Edinburgh, Royal Scottish Academy, 1911 (75); Royal Academy,
Winter Exhibition, 1913 (12); Liverpool, Walker Art
Gallery, 1913 (1037).
Literature:
Illustrated London News, 3 May 1879, p.414; H.Zimmer-n, Lawrence
Alma-Tadema, Art Journal, 1886, pp.15, 22; G.H.Shepherd,
A short history of The British School of Painting,
1891 (4th ed.) p.99; R.Dircks, The Later Works of Sir Lawrence
Alma-Tadema, Art Journal, 1910, p.30; V.G.Swanson,
Sir Lawrence Alma-Tadema: The painter of the Victorian vision
of the Ancient world, 1977, p.138; V.G.Swanson, Sir
Lawrence Alma-Tadema: Catalogue Raisonné, 1990,
p.205.
A
group of classically dressed men, women and a young girl,
hands linked, dance around a blossoming apple tree on which
a votive picture has been hung. Incense rises from an elaborate
brazier before the tree. A bearded priest sits at the background,
right, partly obscured by two wreathed musicians accompanying
the dance on their pipes.
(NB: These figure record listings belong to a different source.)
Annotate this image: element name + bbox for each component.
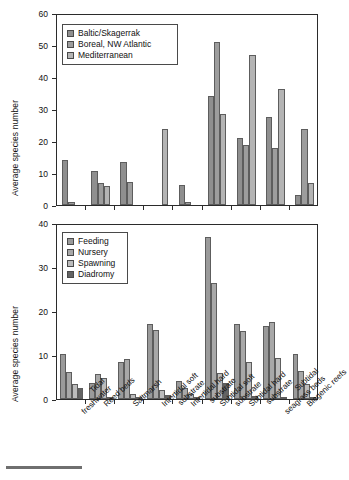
- legend-label-nursery: Nursery: [78, 247, 108, 258]
- y-tick-label: 40: [26, 220, 48, 229]
- x-tick-mark: [114, 206, 115, 210]
- legend-swatch-spawning: [67, 260, 74, 267]
- legend-label-spawning: Spawning: [78, 258, 115, 269]
- legend-item-boreal-nw-atlantic: Boreal, NW Atlantic: [67, 39, 172, 50]
- legend-swatch-nursery: [67, 249, 74, 256]
- legend-label-diadromy: Diadromy: [78, 269, 114, 280]
- bar: [162, 129, 168, 205]
- y-tick-label: 40: [26, 74, 48, 83]
- x-tick-mark: [231, 206, 232, 210]
- bar: [185, 202, 191, 205]
- legend-item-mediterranean: Mediterranean: [67, 50, 172, 61]
- legend-item-baltic-skagerrak: Baltic/Skagerrak: [67, 28, 172, 39]
- bar: [62, 160, 68, 205]
- top-chart-panel: Average species number 0102030405060 Bal…: [0, 0, 328, 216]
- legend-item-feeding: Feeding: [67, 236, 122, 247]
- y-tick-label: 60: [26, 10, 48, 19]
- x-tick-mark: [260, 206, 261, 210]
- bar: [127, 182, 133, 205]
- y-tick-label: 20: [26, 308, 48, 317]
- legend-label-baltic-skagerrak: Baltic/Skagerrak: [78, 28, 140, 39]
- bar: [220, 114, 226, 205]
- top-chart-y-axis-label: Average species number: [10, 100, 20, 196]
- x-tick-mark: [85, 206, 86, 210]
- legend-swatch-mediterranean: [67, 52, 74, 59]
- bar: [68, 202, 74, 205]
- y-tick-label: 20: [26, 138, 48, 147]
- y-tick-label: 10: [26, 352, 48, 361]
- bottom-chart-y-axis-label: Average species number: [10, 306, 20, 402]
- bottom-chart-legend: Feeding Nursery Spawning Diadromy: [62, 232, 128, 284]
- y-tick-label: 50: [26, 42, 48, 51]
- x-tick-mark: [143, 206, 144, 210]
- legend-swatch-diadromy: [67, 271, 74, 278]
- y-tick-label: 30: [26, 106, 48, 115]
- x-tick-mark: [172, 206, 173, 210]
- legend-item-spawning: Spawning: [67, 258, 122, 269]
- legend-label-mediterranean: Mediterranean: [78, 50, 133, 61]
- x-tick-mark: [289, 206, 290, 210]
- legend-swatch-baltic-skagerrak: [67, 30, 74, 37]
- bar: [278, 89, 284, 205]
- y-tick-label: 10: [26, 170, 48, 179]
- top-chart-legend: Baltic/Skagerrak Boreal, NW Atlantic Med…: [62, 24, 178, 65]
- bar: [249, 55, 255, 205]
- legend-label-feeding: Feeding: [78, 236, 109, 247]
- footer-rule: [6, 466, 82, 469]
- y-tick-label: 0: [26, 202, 48, 211]
- x-tick-mark: [202, 206, 203, 210]
- legend-item-diadromy: Diadromy: [67, 269, 122, 280]
- legend-label-boreal-nw-atlantic: Boreal, NW Atlantic: [78, 39, 151, 50]
- legend-swatch-boreal-nw-atlantic: [67, 41, 74, 48]
- legend-swatch-feeding: [67, 238, 74, 245]
- legend-item-nursery: Nursery: [67, 247, 122, 258]
- y-tick-label: 30: [26, 264, 48, 273]
- bar: [308, 183, 314, 205]
- bar: [104, 186, 110, 205]
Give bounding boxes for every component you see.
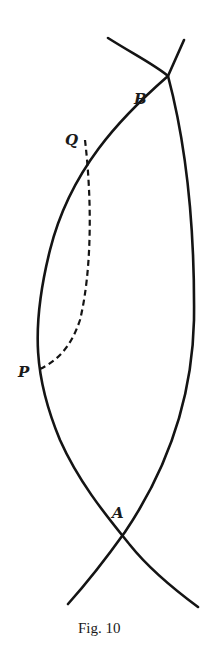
right-arc (68, 38, 194, 604)
label-p: P (17, 363, 30, 381)
label-a: A (110, 504, 124, 522)
figure-diagram: B Q P A Fig. 10 (0, 0, 205, 647)
figure-caption: Fig. 10 (78, 620, 121, 636)
label-b: B (133, 90, 147, 108)
label-q: Q (65, 131, 78, 149)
The scene is set before a wall with
Pompeian decoration. Swanson (above) identifies the bearded
priest as a self-portrait.
Pomona
was the Roman goddess of fruits, particularly, like apples,
ones that grow on trees. Her flamen (priest) was of the lowest
rank as she herself was of minor importance in the hierarchy
of deities. Her sacred place was near Rome but she had no
specific festival day.
Painted in the year in which Alma-Tadema was elected R.A.,
Pomona Festival is one of twenty-four of his paintings
which may be described as Bacchanalian. As Swanson observes,
it is surprisingly exuberant for Alma-Tadema who normally,
as in The Vintage Festival, 1870, in the Kunsthalle,
Hamburg, invests even the most bucolic occasions with a degree
of staidness. The setting of the action before a decorated
wall is a device he had previously used in Une Fete Intime,
1871 (42.1 x 82.5), whereabouts unknown. Being a stickler
for archaeological accuracy Alma-Tadema had made studies of
Roman wall-painting during his Italian visit of 1875.